On Thursday I sort of cheekily gave one possible reason for the critical hatred of Catwoman: the single-name moniker of its director, Pitof. In making this specious point, I listed other single-name monikers that had raised ire among cinephiles, like McG and Tarsem.
Interestingly, Tarsem Singh -- the director of The Cell -- is not actually credited as "Tarsem" in The Cell.
I'm having trouble recreating the narrative of how I came to think of him as Tarsem, then, given that The Cell was easily the first time I became aware of him. I say "easily" because his follow-up, The Fall, didn't come for another six years, meaning that even if I hadn't seen The Cell in the theater (which I did), it would have taken not seeing it for another six years to have possibly heard of him first through The Fall.
Now, according to IMDB, he is credited as just "Tarsem" on The Fall. But the knowledge of his unique crediting was with me long before then. (And given that some people hold The Fall a lot more dear than they hold The Cell -- in fact, some people hate The Cell -- I'm thinking I really need to prioritize another Fall viewing to remind myself why it never really struck a chord with me.)

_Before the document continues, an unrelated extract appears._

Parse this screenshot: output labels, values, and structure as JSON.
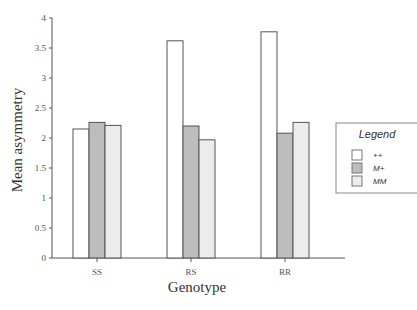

So in continuing to scan those IMDB credits, I'm deciding the conversation about his proclivity to credit himself with just his first name must have dated back to his earlier work, when he was making music videos. His 1990 video for En Vogue's "Hold On" lists him as being credited as just Tarsem, though that's the only one of five videos listed (which include R.E.M.'s "Losing My Religion") where it says "as Tarsem." We can't assume the crediting on IMDB is 100% accurate, but it's all we have to go on unless we do a deeper dive, and that's not in the cards for me on this Sunday morning.
So maybe I was reading articles about The Cell at the time, and the writer knew of his earlier crediting and made some snide remark about it. Or, maybe some of the 2000 advertising for the movie said it was from "Tarsem," but when it came to the actual movie he was credited with both his first and last name.
The other thing the IMDB credits showed me is that these are not the only two ways Singh has referred to himself in his credits. In fact, considering that he has only made five features, the means of crediting him that is tied for the most common is as Tarsem Singh Dhandwar, which is how (according to IMDB) he was credited on Immortals (2011) and Mirror Mirror (2012). Then for Self/less (2015) it was back to "Tarsem Singh."
Yes, what I'm saying is that "Tarsem" is actually the least likely way for him to have been credited, a lark he tried for one movie that persists in our collective memory of his identity as an artist.
Maybe his sixth feature will be the tiebreaker. IMDB lists something called Nanda Devi in pre-production, which I will welcome even if none of his last four features had anything like the impact on me that his first did. But I don't even see any actors attached so it may be a while.